A woman who was violently assaulted in a car park while pregnant has branded a sheriff’s decision to hand her abuser unpaid work an “insult to every domestic abuse victim”.
Serial domestic abuser Sammy Stewart was found guilty following a trial at Aberdeen Sheriff Court of assaulting Lynette Sangster by choking her on two occasions in 2017.
He also grabbed her hair and tried to pull her out of a car while she was heavily pregnant.
As an alternative to a prison sentence, he was given 200 hours of unpaid work and ordered to stay away from Ms Sangster for 12 months.
Visibly upset, she described the sentence handed down by Sheriff Janys Scott KC as “a disgrace”.
“I’m devastated. I reported him to protect other women and I’ve basically wasted my time,” Ms Sangster said.
“He should be behind bars. What he did still affects me now.”
Stewart, an Army veteran who previously completed a charity bike ride from Aberdeen to Arbroath in 2021, has one previous conviction for domestic assault and two previous assault convictions.
During the first incident, at Ms Sangster’s address in Kemnay on May 20 2017, Stewart throttled her after an evening in the pub.
Taking to the witness stand, the woman told the court she had asked Stewart to leave the address when the incident happened.
She said: “He didn’t like me telling him to leave, to the extent I had my hair pulled and he grabbed my throat.
“It was that tight, I couldn’t actually breathe, but it lasted seconds before he let go.”
She described being pinned against a door frame by her throat, and her son – who was 15 at the time – coming downstairs and screaming at Stewart to leave.
‘The mental scars are still there’
In a second incident outside Kemnay Golf Club, on November 4 2017, Stewart again grabbed Ms Sangster by the hair and throat – this time while she was pregnant – and violently pulled her from a car.
She told the court at trial that Stewart choked her into my seat by her throat, “so I couldn’t breathe”, adding that he then “pulled me by my hair out of the car”.
Asked by fiscal depute Victoria Kerr how the incidents had affected her, the woman said she had been left “mentally damaged”.
She explained: “The physical scars were few and far between but the mental scars are still there.”
Sentencing Stewart, Sheriff Scott said: “This is a serious matter and, given Mr Stewart’s previous convictions, I would have been considering a custodial sentence if it were not for the antiquity is the case.”
Reacting to the decision, Ms Sangster branded the decision “a joke”.
“I’m really angry. I’m devastated that I’ve not got justice,” she said, fighting back tears.
“This type of decision makes women think there’s no point in reporting these kinds of men.
“It’s taken three years to get to court because of Covid – that’s not my fault. If I could have gone straight to court on the day I reported him, I would have.
“He’s walking away smiling today while I’m sitting here crying into a cup of tea, basically.
“I could have lost my baby.”
Ms Sangster added that, given Stewart’s previous convictions for violence, the one-year non-harassment order imposed upon him doesn’t make her feel safe in her own home.
“This sentence is not only an insult to myself, but every domestic abuse victim out there,” she said.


■ AIM OF THE EXERCISE
Copy each line below holding "ylabel".

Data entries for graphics
____________
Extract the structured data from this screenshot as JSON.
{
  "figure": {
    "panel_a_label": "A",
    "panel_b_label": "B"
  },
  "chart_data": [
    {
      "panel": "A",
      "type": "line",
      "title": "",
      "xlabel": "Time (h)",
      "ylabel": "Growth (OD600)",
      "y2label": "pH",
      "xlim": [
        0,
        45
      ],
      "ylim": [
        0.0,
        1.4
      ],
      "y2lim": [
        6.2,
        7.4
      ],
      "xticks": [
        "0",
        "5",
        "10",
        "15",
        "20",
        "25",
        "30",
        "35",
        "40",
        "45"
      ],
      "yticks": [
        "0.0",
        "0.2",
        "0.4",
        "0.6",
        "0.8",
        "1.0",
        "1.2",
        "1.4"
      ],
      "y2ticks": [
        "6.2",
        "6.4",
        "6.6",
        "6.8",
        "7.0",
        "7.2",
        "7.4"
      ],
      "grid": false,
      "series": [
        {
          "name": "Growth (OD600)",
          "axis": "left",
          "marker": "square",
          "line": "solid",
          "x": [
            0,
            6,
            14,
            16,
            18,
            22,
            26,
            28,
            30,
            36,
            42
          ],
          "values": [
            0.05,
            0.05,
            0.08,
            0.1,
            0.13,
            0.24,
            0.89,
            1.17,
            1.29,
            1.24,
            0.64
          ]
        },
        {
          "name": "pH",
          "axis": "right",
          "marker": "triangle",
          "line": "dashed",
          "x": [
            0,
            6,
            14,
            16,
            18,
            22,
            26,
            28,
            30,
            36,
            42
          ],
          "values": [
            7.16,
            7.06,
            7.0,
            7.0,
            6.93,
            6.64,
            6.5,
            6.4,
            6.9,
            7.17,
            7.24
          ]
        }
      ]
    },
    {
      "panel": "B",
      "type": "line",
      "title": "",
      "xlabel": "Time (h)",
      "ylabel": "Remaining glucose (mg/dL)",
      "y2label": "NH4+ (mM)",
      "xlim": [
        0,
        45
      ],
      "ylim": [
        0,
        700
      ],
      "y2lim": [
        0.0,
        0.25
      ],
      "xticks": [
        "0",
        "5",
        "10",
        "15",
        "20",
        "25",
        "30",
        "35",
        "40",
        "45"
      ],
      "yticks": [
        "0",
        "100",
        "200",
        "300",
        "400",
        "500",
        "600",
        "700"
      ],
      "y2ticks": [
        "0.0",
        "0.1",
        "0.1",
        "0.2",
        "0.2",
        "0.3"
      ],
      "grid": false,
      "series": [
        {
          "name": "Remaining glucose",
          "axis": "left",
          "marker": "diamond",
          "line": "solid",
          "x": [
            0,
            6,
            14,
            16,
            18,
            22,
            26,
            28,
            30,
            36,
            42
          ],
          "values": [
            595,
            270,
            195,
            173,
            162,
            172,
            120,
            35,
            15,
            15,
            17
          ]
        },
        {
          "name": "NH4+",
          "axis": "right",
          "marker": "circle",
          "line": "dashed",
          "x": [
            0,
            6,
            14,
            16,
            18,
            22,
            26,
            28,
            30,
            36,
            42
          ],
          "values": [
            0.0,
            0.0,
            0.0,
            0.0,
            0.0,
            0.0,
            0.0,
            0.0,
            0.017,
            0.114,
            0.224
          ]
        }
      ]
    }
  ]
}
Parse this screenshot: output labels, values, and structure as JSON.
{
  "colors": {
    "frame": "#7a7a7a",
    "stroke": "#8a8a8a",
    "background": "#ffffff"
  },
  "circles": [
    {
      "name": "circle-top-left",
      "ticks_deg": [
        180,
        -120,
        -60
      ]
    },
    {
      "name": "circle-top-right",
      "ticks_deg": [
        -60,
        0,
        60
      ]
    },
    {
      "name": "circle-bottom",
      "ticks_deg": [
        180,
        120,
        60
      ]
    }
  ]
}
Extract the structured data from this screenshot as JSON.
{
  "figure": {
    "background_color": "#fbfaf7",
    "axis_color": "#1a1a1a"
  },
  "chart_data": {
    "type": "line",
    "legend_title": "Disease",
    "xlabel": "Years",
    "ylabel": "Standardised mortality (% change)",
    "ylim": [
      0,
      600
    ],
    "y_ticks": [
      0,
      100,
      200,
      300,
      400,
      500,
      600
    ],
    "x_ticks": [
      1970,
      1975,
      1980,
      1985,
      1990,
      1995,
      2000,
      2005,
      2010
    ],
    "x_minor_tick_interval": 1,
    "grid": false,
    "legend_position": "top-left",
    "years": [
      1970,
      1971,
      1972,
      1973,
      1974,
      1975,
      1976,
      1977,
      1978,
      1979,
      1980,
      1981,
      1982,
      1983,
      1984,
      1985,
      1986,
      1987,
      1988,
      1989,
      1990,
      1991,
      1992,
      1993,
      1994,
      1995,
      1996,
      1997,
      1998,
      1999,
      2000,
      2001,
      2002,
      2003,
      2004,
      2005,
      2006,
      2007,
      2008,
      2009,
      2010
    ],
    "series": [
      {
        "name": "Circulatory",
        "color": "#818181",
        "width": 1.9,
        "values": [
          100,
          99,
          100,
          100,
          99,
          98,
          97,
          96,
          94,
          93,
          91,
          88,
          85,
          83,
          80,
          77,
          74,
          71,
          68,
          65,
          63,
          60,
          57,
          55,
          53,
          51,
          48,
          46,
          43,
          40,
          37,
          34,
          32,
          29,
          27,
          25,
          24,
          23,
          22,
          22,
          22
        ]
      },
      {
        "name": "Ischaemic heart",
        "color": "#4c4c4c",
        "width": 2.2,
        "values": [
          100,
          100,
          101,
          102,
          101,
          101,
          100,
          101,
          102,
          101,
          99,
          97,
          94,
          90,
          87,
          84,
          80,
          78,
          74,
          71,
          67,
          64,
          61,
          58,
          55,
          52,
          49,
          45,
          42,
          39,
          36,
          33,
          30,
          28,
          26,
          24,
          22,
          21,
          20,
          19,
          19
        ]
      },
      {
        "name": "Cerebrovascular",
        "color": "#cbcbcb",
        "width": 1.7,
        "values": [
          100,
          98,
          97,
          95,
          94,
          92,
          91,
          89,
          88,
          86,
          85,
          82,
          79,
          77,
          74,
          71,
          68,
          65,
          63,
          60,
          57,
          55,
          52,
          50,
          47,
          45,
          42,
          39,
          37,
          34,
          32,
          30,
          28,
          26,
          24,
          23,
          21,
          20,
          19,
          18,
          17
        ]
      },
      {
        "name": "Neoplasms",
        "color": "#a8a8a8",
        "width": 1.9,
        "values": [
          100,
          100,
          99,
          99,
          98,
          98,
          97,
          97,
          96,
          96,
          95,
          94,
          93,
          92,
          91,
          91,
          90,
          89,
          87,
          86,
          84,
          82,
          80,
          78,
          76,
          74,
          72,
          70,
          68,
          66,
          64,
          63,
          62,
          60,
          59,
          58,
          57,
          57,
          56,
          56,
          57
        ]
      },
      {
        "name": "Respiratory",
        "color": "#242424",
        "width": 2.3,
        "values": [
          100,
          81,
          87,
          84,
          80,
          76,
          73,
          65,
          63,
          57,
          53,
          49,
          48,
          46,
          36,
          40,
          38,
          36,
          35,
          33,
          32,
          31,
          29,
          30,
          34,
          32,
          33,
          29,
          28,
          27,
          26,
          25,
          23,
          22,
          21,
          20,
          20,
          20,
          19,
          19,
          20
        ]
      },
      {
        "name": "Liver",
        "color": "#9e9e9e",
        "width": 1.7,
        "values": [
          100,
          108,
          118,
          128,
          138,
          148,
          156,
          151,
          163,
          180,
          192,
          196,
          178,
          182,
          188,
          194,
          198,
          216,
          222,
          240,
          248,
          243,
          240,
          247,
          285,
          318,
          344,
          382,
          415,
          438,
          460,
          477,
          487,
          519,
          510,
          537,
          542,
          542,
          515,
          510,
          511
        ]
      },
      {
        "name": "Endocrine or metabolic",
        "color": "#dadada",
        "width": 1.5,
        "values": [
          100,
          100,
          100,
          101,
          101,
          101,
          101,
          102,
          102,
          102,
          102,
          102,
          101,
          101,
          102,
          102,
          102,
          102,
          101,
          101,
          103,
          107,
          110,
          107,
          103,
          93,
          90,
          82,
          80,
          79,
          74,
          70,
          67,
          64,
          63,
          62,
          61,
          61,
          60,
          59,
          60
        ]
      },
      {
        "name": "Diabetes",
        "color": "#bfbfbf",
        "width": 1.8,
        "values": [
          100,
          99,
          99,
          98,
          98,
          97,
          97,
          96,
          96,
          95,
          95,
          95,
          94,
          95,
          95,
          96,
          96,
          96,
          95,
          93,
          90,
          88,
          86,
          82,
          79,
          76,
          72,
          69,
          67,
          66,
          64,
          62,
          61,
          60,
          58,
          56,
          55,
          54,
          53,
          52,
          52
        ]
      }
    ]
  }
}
____________
■ FINISHED TASK
      "ylabel": "Growth (OD600)",
      "ylabel": "Remaining glucose (mg/dL)",
    "ylabel": "Standardised mortality (% change)",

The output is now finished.